Sustainable into the future
Rolf Schwery, founder and CEO of acting responsibly, gives an insight into a more sustainable future. Read More
Gabriel Gimber is one of the founders of Stagepunks: a platform specialising in AI stage design. He is one of Switzerland’s most creative and innovative visual and motion designers.
He sees AI as a far-reaching technology that enhances design processes. Rather than simplifying everything, it can result in an overflow of input. Imaging AIs look impressive, but don’t always make sense. They can be stimulating, because sometimes a detail emerges that steers thoughts in a new direction. Design remains a very personal process, and AI is a tool with great potential. It can understand customer needs by analysing large volumes of data, recognising patterns and making precise predictions. It can’t perceive and react to subtle emotional nuances like humans, although some AI systems already use cameras to analyse emotions.
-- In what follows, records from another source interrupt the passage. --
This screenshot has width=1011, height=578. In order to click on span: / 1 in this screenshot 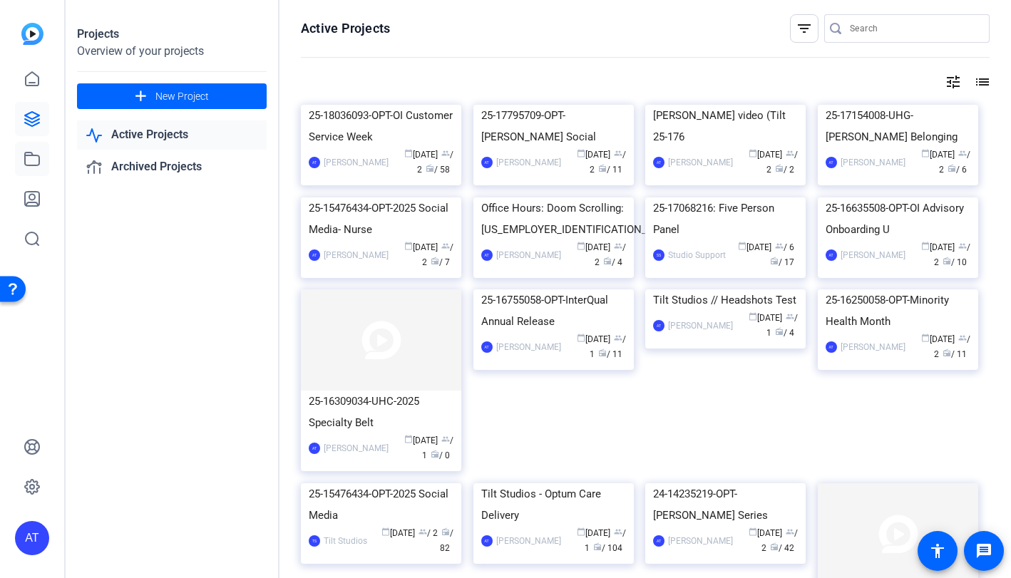, I will do `click(605, 541)`.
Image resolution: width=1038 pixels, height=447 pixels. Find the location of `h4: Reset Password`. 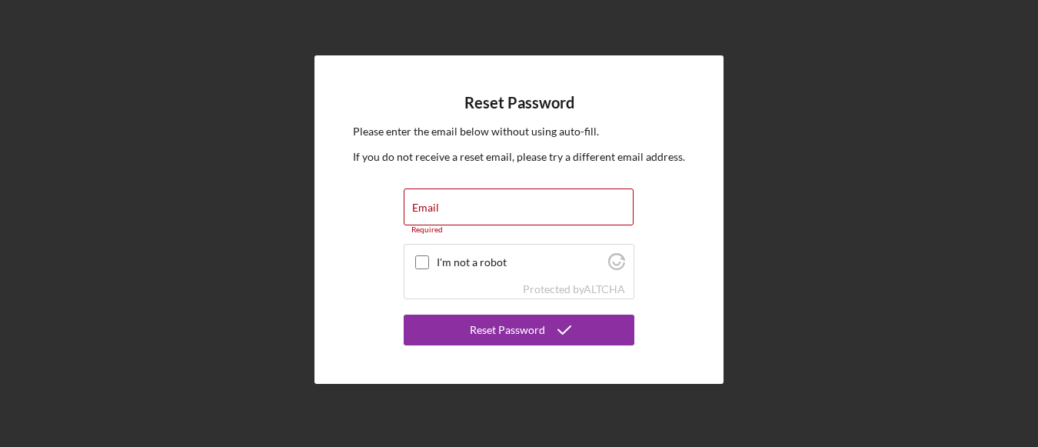

h4: Reset Password is located at coordinates (519, 102).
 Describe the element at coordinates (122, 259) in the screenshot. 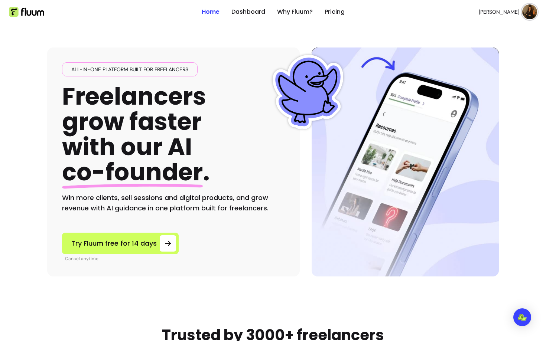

He expects the creative industry to change fundamentally. AI will have a broad impact and threaten many jobs. It represents a disruptive transformation that will influence customer expectations. The big players are vying for supremacy and constantly outdoing each other with new developments. AI is a multi-billion market, but business models are not yet profitable. The AI bubble could still burst. Only the big players will survive, such as Open AI. Many smaller companies and individual professionals may struggle to adapt.
Gabriel Gimber has been travelling the virtual world for 20 years as a CGI artist with his company gimber.ch. The trained goldsmith was also an editor and newsreader at a private radio station for ten years. Last year, together with Carlo Angelini, he initiated Stagepunks, a platform specialising in AI stage design.